The Breaking Point eBook

Mary Roberts Rinehart
This eBook from the Gutenberg Project consists of approximately 439 pages of information about The Breaking Point.

The Breaking Point eBook

Mary Roberts Rinehart
This eBook from the Gutenberg Project consists of approximately 439 pages of information about The Breaking Point.

“Well?” he said cheerfully.  “It was, wasn’t it?”

Gregory stopped dead and stared at him.  Then: 

“Old dog Tray!” he said sneeringly.  “If your brain was as good as your nose, Bassett, you’d be a whale of a newspaper man.”

“Don’t bother about my brain.  It’s working fine to-day, anyhow.  Well, what had he to say for himself?”

Gregory’s mind was busy, and he had had a moment to pull himself together.

“We both get off together,” he said, more amiably.  “That fellow isn’t Jud Clark and never was.  He’s a doctor, and the nephew of the old doctor there.  They’re in practice together.”

“Did you see them both?”

“Yes.”

Bassett eyed him.  Either Gregory was a good actor, or the whole trail ended there after all.  He himself had felt, after his interview, with Dick, that the scent was false.  And there was this to be said:  Gregory had been in the house scarcely ten minutes.  Long enough to acknowledge a mistake, but hardly long enough for any dramatic identification.  He was keenly disappointed, but he had had long experience of disappointment, and after a moment he only said: 

“Well, that’s that.  He certainly looked like Clark to me.”

“I’ll say he did.”

“Rather surprised him, didn’t you?”

“Oh, he was all right,” Gregory said.  “I didn’t tell him anything, of course.”

Bassett looked at his watch.

“I was after you, all right,” he said, cheerfully.  “But if I was barking up the wrong tree, I’m done.  I don’t have to be hit on the head to make me stop.  Come and have a soda-water on me,” he finished amiably.  “There’s no train until seven.”

But Gregory refused.

“No, thanks.  I’ll wander on down to the station and get a paper.”

The reporter smiled.  Gregory was holding a grudge against him, for a bad night and a bad day.

“All right,” he said affably.  “I’ll see you at the train.  I’ll walk about a bit.”

He turned and started back up the street again, walking idly.  His chagrin was very real.  He hated to be fooled, and fooled he had been.  Gregory was not the only one who had lost a night’s sleep.  Then, unexpectedly, he was hailed from the curbstone, and he saw with amazement that it was Dick Livingstone.

“Take you anywhere?” Dick asked.  “How’s the headache?”

“Better, thanks.”  Bassett stared at him.  “No, I’m just walking around until train-time.  Are you starting out or going home, at this hour?”

“Going home.  Well, glad the head’s better.”

He drove on, leaving the reporter gazing after him.  So Gregory had been lying.  He hadn’t seen this chap at all.  Then why—?  He walked on, turning this new phase of the situation over in his mind.  Why this elaborate fiction, if Gregory had merely gone in, waited for ten minutes, and come out again?

It wasn’t reasonable.  It wasn’t logical.  Something had happened inside the house to convince Gregory that he was right.  He had seen somebody, or something.  He hadn’t needed to lie.  He could have said frankly that he had seen no one.  But no, he had built up a fabric carefully calculated to throw Bassett off the scent.

Copyrights
Project Gutenberg
The Breaking Point from Project Gutenberg. Public domain.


### [Required work]
Write out the data below in full, unchanged, minus the images.
═════ Given data ═════
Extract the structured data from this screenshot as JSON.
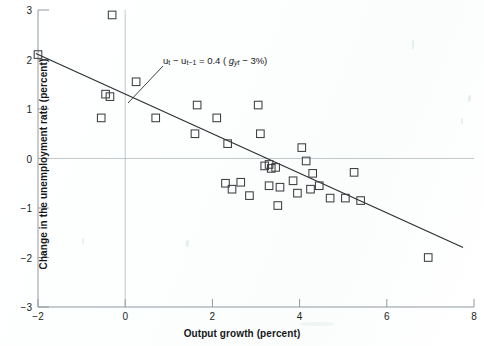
{
  "figure": {
    "background_color": "#ffffff",
    "marker_color": "#3c3f42",
    "line_color": "#2b2e30",
    "axis_color": "#8f9aa0",
    "text_color": "#15181a"
  },
  "annotation": {
    "u_t": "u",
    "sub_t": "t",
    "minus": "−",
    "u_t_minus_1": "u",
    "sub_t_minus_1": "t − 1",
    "equals": "= 0.4 (",
    "g_symbol": "g",
    "g_sub": "yt",
    "tail": " − 3%)",
    "full_text": "u_t − u_{t−1} = 0.4 (g_yt − 3%)",
    "leader_from": [
      163,
      66
    ],
    "leader_to": [
      128,
      103
    ]
  },
  "chart_data": {
    "type": "scatter",
    "title": "",
    "xlabel": "Output growth (percent)",
    "ylabel": "Change in the unemployment rate (percent)",
    "xlim": [
      -2,
      8
    ],
    "ylim": [
      -3,
      3
    ],
    "xticks": [
      -2,
      0,
      2,
      4,
      6,
      8
    ],
    "xtick_labels": [
      "−2",
      "0",
      "2",
      "4",
      "6",
      "8"
    ],
    "yticks": [
      -3,
      -2,
      -1,
      0,
      1,
      2,
      3
    ],
    "ytick_labels": [
      "−3",
      "−2",
      "−1",
      "0",
      "1",
      "2",
      "3"
    ],
    "grid": false,
    "zero_lines": {
      "horizontal_y": 0,
      "vertical_x": 0
    },
    "legend": null,
    "marker_style": "open-square",
    "series": [
      {
        "name": "Annual observations",
        "points": [
          [
            -2.0,
            2.1
          ],
          [
            -0.3,
            2.9
          ],
          [
            -0.45,
            1.3
          ],
          [
            -0.35,
            1.25
          ],
          [
            -0.55,
            0.82
          ],
          [
            0.25,
            1.55
          ],
          [
            0.7,
            0.82
          ],
          [
            1.65,
            1.08
          ],
          [
            1.6,
            0.5
          ],
          [
            2.1,
            0.82
          ],
          [
            2.35,
            0.3
          ],
          [
            2.3,
            -0.5
          ],
          [
            2.45,
            -0.62
          ],
          [
            2.65,
            -0.48
          ],
          [
            2.85,
            -0.75
          ],
          [
            3.05,
            1.08
          ],
          [
            3.1,
            0.5
          ],
          [
            3.2,
            -0.15
          ],
          [
            3.3,
            -0.12
          ],
          [
            3.35,
            -0.2
          ],
          [
            3.45,
            -0.18
          ],
          [
            3.3,
            -0.55
          ],
          [
            3.55,
            -0.58
          ],
          [
            3.5,
            -0.95
          ],
          [
            3.85,
            -0.45
          ],
          [
            3.95,
            -0.7
          ],
          [
            4.05,
            0.22
          ],
          [
            4.15,
            -0.05
          ],
          [
            4.3,
            -0.3
          ],
          [
            4.25,
            -0.62
          ],
          [
            4.45,
            -0.55
          ],
          [
            4.7,
            -0.8
          ],
          [
            5.05,
            -0.8
          ],
          [
            5.25,
            -0.28
          ],
          [
            5.4,
            -0.85
          ],
          [
            6.95,
            -2.0
          ]
        ]
      }
    ],
    "fit_line": {
      "name": "Okun's law regression line",
      "x_start": -2.05,
      "y_start": 2.12,
      "x_end": 7.75,
      "y_end": -1.8,
      "slope": -0.4,
      "intercept": 1.2,
      "equation": "u_t − u_{t−1} = 0.4 (g_yt − 3%)"
    }
  }
}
═════
### [Answer to the problem]
Extract the structured data from this screenshot as JSON.
{
  "figure": {
    "background_color": "#ffffff",
    "marker_color": "#3c3f42",
    "line_color": "#2b2e30",
    "axis_color": "#8f9aa0",
    "text_color": "#15181a"
  },
  "annotation": {
    "u_t": "u",
    "sub_t": "t",
    "minus": "−",
    "u_t_minus_1": "u",
    "sub_t_minus_1": "t − 1",
    "equals": "= 0.4 (",
    "g_symbol": "g",
    "g_sub": "yt",
    "tail": " − 3%)",
    "full_text": "u_t − u_{t−1} = 0.4 (g_yt − 3%)",
    "leader_from": [
      163,
      66
    ],
    "leader_to": [
      128,
      103
    ]
  },
  "chart_data": {
    "type": "scatter",
    "title": "",
    "xlabel": "Output growth (percent)",
    "ylabel": "Change in the unemployment rate (percent)",
    "xlim": [
      -2,
      8
    ],
    "ylim": [
      -3,
      3
    ],
    "xticks": [
      -2,
      0,
      2,
      4,
      6,
      8
    ],
    "xtick_labels": [
      "−2",
      "0",
      "2",
      "4",
      "6",
      "8"
    ],
    "yticks": [
      -3,
      -2,
      -1,
      0,
      1,
      2,
      3
    ],
    "ytick_labels": [
      "−3",
      "−2",
      "−1",
      "0",
      "1",
      "2",
      "3"
    ],
    "grid": false,
    "zero_lines": {
      "horizontal_y": 0,
      "vertical_x": 0
    },
    "legend": null,
    "marker_style": "open-square",
    "series": [
      {
        "name": "Annual observations",
        "points": [
          [
            -2.0,
            2.1
          ],
          [
            -0.3,
            2.9
          ],
          [
            -0.45,
            1.3
          ],
          [
            -0.35,
            1.25
          ],
          [
            -0.55,
            0.82
          ],
          [
            0.25,
            1.55
          ],
          [
            0.7,
            0.82
          ],
          [
            1.65,
            1.08
          ],
          [
            1.6,
            0.5
          ],
          [
            2.1,
            0.82
          ],
          [
            2.35,
            0.3
          ],
          [
            2.3,
            -0.5
          ],
          [
            2.45,
            -0.62
          ],
          [
            2.65,
            -0.48
          ],
          [
            2.85,
            -0.75
          ],
          [
            3.05,
            1.08
          ],
          [
            3.1,
            0.5
          ],
          [
            3.2,
            -0.15
          ],
          [
            3.3,
            -0.12
          ],
          [
            3.35,
            -0.2
          ],
          [
            3.45,
            -0.18
          ],
          [
            3.3,
            -0.55
          ],
          [
            3.55,
            -0.58
          ],
          [
            3.5,
            -0.95
          ],
          [
            3.85,
            -0.45
          ],
          [
            3.95,
            -0.7
          ],
          [
            4.05,
            0.22
          ],
          [
            4.15,
            -0.05
          ],
          [
            4.3,
            -0.3
          ],
          [
            4.25,
            -0.62
          ],
          [
            4.45,
            -0.55
          ],
          [
            4.7,
            -0.8
          ],
          [
            5.05,
            -0.8
          ],
          [
            5.25,
            -0.28
          ],
          [
            5.4,
            -0.85
          ],
          [
            6.95,
            -2.0
          ]
        ]
      }
    ],
    "fit_line": {
      "name": "Okun's law regression line",
      "x_start": -2.05,
      "y_start": 2.12,
      "x_end": 7.75,
      "y_end": -1.8,
      "slope": -0.4,
      "intercept": 1.2,
      "equation": "u_t − u_{t−1} = 0.4 (g_yt − 3%)"
    }
  }
}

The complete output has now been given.